Later, they gave a Lamarckian description: “When moving into new dim-light environments, vertebrate ancestors adjusted their dim-light vision by modifying their rhodopsins.”

Wow. The damage to evolutionist credibility from these two papers can hardly be overstated. Hughes just wiped away stacks and stacks of papers that Ken Miller and Eugenie Scott might have piled up in a courtroom to demonstrate the overwhelming evidence for evolution, then he held up a very weak paper as the best example yet. We looked into that paper and found nothing but evolutionary assumptions buttressing evolutionary assumptions.

Consider how weak their best evidence is. They were talking about animals that already had eyes, retinas, optic nerves, brains and all the other organs and functions that support vision. The only parameter that they studied was the wavelengths of light to which particular rhodopsin molecules are maximally sensitive, between 482 and 505 billionths of a meter. But as we know from many phenomena in biology, compensating mechanisms are often at work. It would be impossible to prove that a fish with a rhodopsin most sensitive to 489 nm would be any better evolved than one with a rhodopsin most sensitive to 502 nm, because the ganglion cells or optic nerve might compensate for the slight shift in sensitivity. All we observe is that living fishes today are marvelously adapted to their particular ecological niches.

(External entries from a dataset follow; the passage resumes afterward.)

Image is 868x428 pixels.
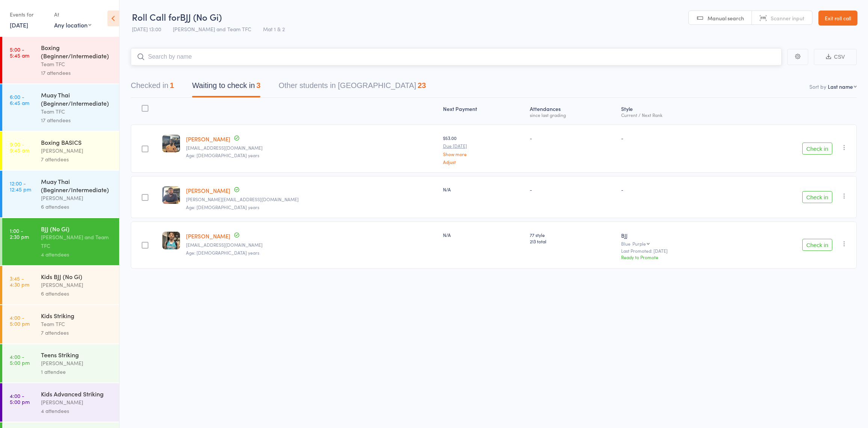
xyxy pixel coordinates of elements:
div: [PERSON_NAME] [41,146,113,155]
div: $53.00 [443,135,524,165]
div: [PERSON_NAME] and Team TFC [41,233,113,250]
div: Ready to Promote [621,254,729,260]
div: Muay Thai (Beginner/Intermediate) [41,177,113,194]
div: BJJ [621,231,729,240]
a: 4:00 -5:00 pmKids Advanced Striking[PERSON_NAME]4 attendees [2,383,119,421]
a: 9:00 -9:45 amBoxing BASICS[PERSON_NAME]7 attendees [2,131,119,170]
a: Show more [443,151,524,157]
div: 1 attendee [41,367,113,376]
div: Style [618,101,732,121]
button: Check in [803,142,832,154]
small: Last Promoted: [DATE] [621,248,729,254]
div: N/A [443,231,524,238]
img: image1707374748.png [162,186,180,204]
button: Check in [803,191,832,203]
div: - [530,186,615,193]
div: 17 attendees [41,116,113,125]
div: Kids Advanced Striking [41,389,113,398]
time: 1:00 - 2:30 pm [10,228,29,240]
time: 9:00 - 9:45 am [10,141,30,153]
div: - [621,186,729,193]
a: [PERSON_NAME] [186,135,231,143]
div: Teens Striking [41,351,113,359]
div: 7 attendees [41,155,113,164]
a: Adjust [443,159,524,165]
div: 7 attendees [41,329,113,337]
time: 6:00 - 6:45 am [10,93,30,105]
a: [DATE] [10,21,28,29]
span: Mat 1 & 2 [263,25,285,33]
div: 6 attendees [41,289,113,298]
div: [PERSON_NAME] [41,194,113,203]
span: Manual search [708,14,744,22]
a: 6:00 -6:45 amMuay Thai (Beginner/Intermediate)Team TFC17 attendees [2,85,119,131]
a: [PERSON_NAME] [186,187,231,194]
div: - [530,135,615,141]
span: 77 style [530,231,615,238]
button: CSV [814,49,857,65]
a: 1:00 -2:30 pmBJJ (No Gi)[PERSON_NAME] and Team TFC4 attendees [2,218,119,265]
small: alickwilliamson@icloud.com [186,243,437,248]
div: 23 [417,82,426,90]
div: 1 [170,82,174,90]
div: Purple [632,241,646,246]
div: Kids BJJ (No Gi) [41,272,113,280]
div: Muay Thai (Beginner/Intermediate) [41,90,113,108]
time: 4:00 - 5:00 pm [10,354,30,366]
a: 4:00 -5:00 pmTeens Striking[PERSON_NAME]1 attendee [2,344,119,383]
div: At [54,8,91,21]
span: Roll Call for [132,10,180,23]
div: [PERSON_NAME] [41,359,113,367]
span: BJJ (No Gi) [180,10,222,23]
div: 17 attendees [41,68,113,77]
time: 4:00 - 5:00 pm [10,315,30,326]
div: Any location [54,21,91,29]
button: Other students in [GEOGRAPHIC_DATA]23 [279,77,426,97]
button: Waiting to check in3 [192,77,260,97]
time: 4:00 - 5:00 pm [10,392,30,405]
div: since last grading [530,113,615,117]
span: Scanner input [771,14,805,22]
div: - [621,135,729,141]
label: Sort by [809,83,826,90]
a: 4:00 -5:00 pmKids StrikingTeam TFC7 attendees [2,305,119,343]
span: Age: [DEMOGRAPHIC_DATA] years [186,152,259,158]
input: Search by name [130,48,782,65]
div: Team TFC [41,60,113,68]
div: Next Payment [440,101,527,121]
div: Blue [621,241,729,246]
div: 4 attendees [41,250,113,259]
a: Exit roll call [818,10,858,25]
a: 5:00 -5:45 amBoxing (Beginner/Intermediate)Team TFC17 attendees [2,37,119,84]
button: Checked in1 [130,77,174,97]
span: Age: [DEMOGRAPHIC_DATA] years [186,249,259,256]
div: Events for [10,8,47,21]
img: image1754385726.png [162,135,180,152]
button: Check in [803,239,832,251]
a: 12:00 -12:45 pmMuay Thai (Beginner/Intermediate)[PERSON_NAME]6 attendees [2,171,119,217]
time: 5:00 - 5:45 am [10,46,30,59]
div: 3 [256,82,260,90]
time: 12:00 - 12:45 pm [10,180,31,192]
div: [PERSON_NAME] [41,280,113,289]
a: 3:45 -4:30 pmKids BJJ (No Gi)[PERSON_NAME]6 attendees [2,266,119,304]
div: Boxing (Beginner/Intermediate) [41,43,113,60]
div: Atten­dances [527,101,618,121]
span: [PERSON_NAME] and Team TFC [173,25,251,33]
div: [PERSON_NAME] [41,398,113,406]
div: Team TFC [41,320,113,329]
small: Due [DATE] [443,143,524,148]
div: 6 attendees [41,203,113,211]
div: 4 attendees [41,406,113,415]
div: Boxing BASICS [41,138,113,146]
small: Brad_slack@hotmail.com [186,197,437,202]
div: Last name [828,83,853,90]
span: 213 total [530,238,615,245]
div: N/A [443,186,524,193]
div: BJJ (No Gi) [41,225,113,233]
span: [DATE] 13:00 [132,25,162,33]
small: abdikanii658@gmail.com [186,145,437,151]
div: Kids Striking [41,312,113,320]
img: image1641806177.png [162,231,180,249]
time: 3:45 - 4:30 pm [10,275,30,287]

We’re only talking about virtually indistinguishable shades of green light, folks! Are you impressed with the creative power of natural selection? Are you impressed with scientists’ ability to demonstrate evolution at the molecular level? During the hundreds of millions of years in which animals supposedly evolved from trilobites to philosophers, the best evolutionists can show are slight changes to sensitivity to green light in just 12 positions in one protein molecule out of the thousands of exquisitely-adapted enzymes essential for vision. Even then, the “evolution” demonstrated is predominantly from mutational drift, with no particular functional trend, and the changes (we are told) appeared, disappeared, and reappeared 18 times. At best, the changes they’re talking about are microevolutionary. Even staunch young-earth creationists would have no difficulty believing that changes this small might occur in a few thousand years.

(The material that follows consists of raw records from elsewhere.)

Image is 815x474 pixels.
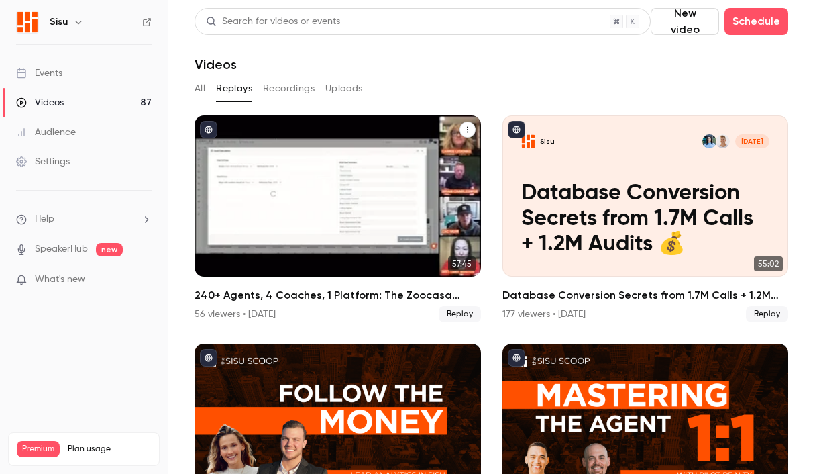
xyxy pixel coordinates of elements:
span: Replay [746,306,788,322]
h2: Database Conversion Secrets from 1.7M Calls + 1.2M Audits 💰 [502,287,789,303]
button: published [508,349,525,366]
div: Events [16,66,62,80]
li: help-dropdown-opener [16,212,152,226]
div: Audience [16,125,76,139]
span: What's new [35,272,85,286]
p: Sisu [540,137,555,146]
button: published [200,349,217,366]
span: Help [35,212,54,226]
img: Zac Muir [716,134,730,148]
div: Search for videos or events [206,15,340,29]
div: 177 viewers • [DATE] [502,307,586,321]
li: Database Conversion Secrets from 1.7M Calls + 1.2M Audits 💰 [502,115,789,322]
a: Database Conversion Secrets from 1.7M Calls + 1.2M Audits 💰SisuZac MuirJustin Benson[DATE]Databas... [502,115,789,322]
span: Premium [17,441,60,457]
li: 240+ Agents, 4 Coaches, 1 Platform: The Zoocasa Formula for Scalable Real Estate Coaching [195,115,481,322]
span: 55:02 [754,256,783,271]
div: Settings [16,155,70,168]
h6: Sisu [50,15,68,29]
span: Replay [439,306,481,322]
button: Schedule [724,8,788,35]
span: new [96,243,123,256]
img: Justin Benson [702,134,716,148]
span: Plan usage [68,443,151,454]
button: All [195,78,205,99]
a: SpeakerHub [35,242,88,256]
span: [DATE] [735,134,769,148]
div: 56 viewers • [DATE] [195,307,276,321]
button: Replays [216,78,252,99]
button: Recordings [263,78,315,99]
button: Uploads [325,78,363,99]
section: Videos [195,8,788,465]
h2: 240+ Agents, 4 Coaches, 1 Platform: The Zoocasa Formula for Scalable Real Estate Coaching [195,287,481,303]
button: New video [651,8,719,35]
span: 57:45 [448,256,476,271]
p: Database Conversion Secrets from 1.7M Calls + 1.2M Audits 💰 [521,181,769,258]
h1: Videos [195,56,237,72]
div: Videos [16,96,64,109]
img: Sisu [17,11,38,33]
button: published [200,121,217,138]
a: 57:45240+ Agents, 4 Coaches, 1 Platform: The Zoocasa Formula for Scalable Real Estate Coaching56 ... [195,115,481,322]
button: published [508,121,525,138]
img: Database Conversion Secrets from 1.7M Calls + 1.2M Audits 💰 [521,134,535,148]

Nothing the evolutionists have produced as evidence for natural selection (after the purge of papers by Hughes) is sufficient to distinguish between creation vs evolution models. Should evolution be the only view sanctified in the schools? Hughes was right on when he said that the “vast outpouring of pseudo-Darwinian hype has been genuinely harmful to the credibility of evolutionary biology as a science.” He did nothing to repair the damage, and by pointing to an insipid paper as the best example yet after decades of hype, he actually made it worse.

This effectively undermines everything the evolutionists have told us about divining evolutionary history in the genes (e.g., 06/13/2003, 04/30/2005). Where else could we see it? In the fossil record? Ha! (07/21/2003), 05/21/2004, 05/10/2008).

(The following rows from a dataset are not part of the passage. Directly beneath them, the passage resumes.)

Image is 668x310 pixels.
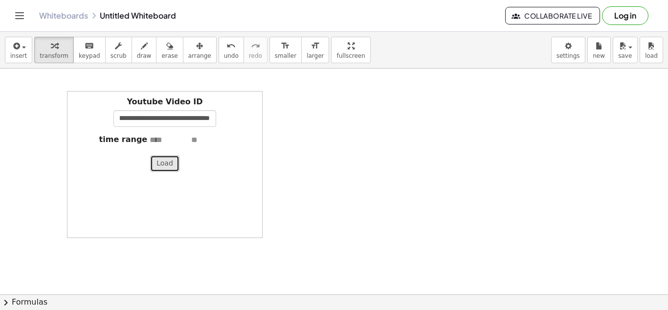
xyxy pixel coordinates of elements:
[137,52,152,59] span: draw
[73,37,106,63] button: keyboardkeypad
[613,37,638,63] button: save
[602,6,649,25] button: Log in
[307,52,324,59] span: larger
[270,37,302,63] button: format_sizesmaller
[99,134,148,145] label: time range
[249,52,262,59] span: redo
[331,37,370,63] button: fullscreen
[156,37,183,63] button: erase
[251,40,260,52] i: redo
[311,40,320,52] i: format_size
[557,52,580,59] span: settings
[34,37,74,63] button: transform
[645,52,658,59] span: load
[219,37,244,63] button: undoundo
[551,37,586,63] button: settings
[161,52,178,59] span: erase
[183,37,217,63] button: arrange
[337,52,365,59] span: fullscreen
[227,40,236,52] i: undo
[39,11,88,21] a: Whiteboards
[244,37,268,63] button: redoredo
[132,37,157,63] button: draw
[593,52,605,59] span: new
[127,96,203,108] label: Youtube Video ID
[275,52,296,59] span: smaller
[505,7,600,24] button: Collaborate Live
[618,52,632,59] span: save
[224,52,239,59] span: undo
[40,52,68,59] span: transform
[188,52,211,59] span: arrange
[85,40,94,52] i: keyboard
[514,11,592,20] span: Collaborate Live
[5,37,32,63] button: insert
[105,37,132,63] button: scrub
[640,37,663,63] button: load
[10,52,27,59] span: insert
[281,40,290,52] i: format_size
[12,8,27,23] button: Toggle navigation
[301,37,329,63] button: format_sizelarger
[79,52,100,59] span: keypad
[150,155,180,172] button: Load
[111,52,127,59] span: scrub
[588,37,611,63] button: new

Undoubtedly the Darwin Party will spin this situation in their favor, by making it an illustration of the progress of triumphalist materialist secularist science. For 8 years now, CEH has been exposing the charades behind the curtain where Charles the Extravagant, the Wizard of Flaws, and his loyal munchkins dupe people into thinking that evidence for evolution is overwhelming.  This is a prime example. Now you know. Get the word out! Expose the charlatan! We need to get out of this mythical fantasyland (09/04/2008) and back to the real world! The Kansas School Board is counting on you!

We’re off to shame the Wizard, the Blunderful Wizard of Flaws
We find he is a Wimp of a Wiz if ever a Wiz there was
If ever, oh ever, a Wimp there was the Wizard of Flaws is one because
Because, because, because, because, because….
Because of the blunderful spins he does!
We’re off to shame the wizard, the Blunderful Wizard of Flaws.

Use your brain. Take courage. Have a heart. And bark, Toto, bark!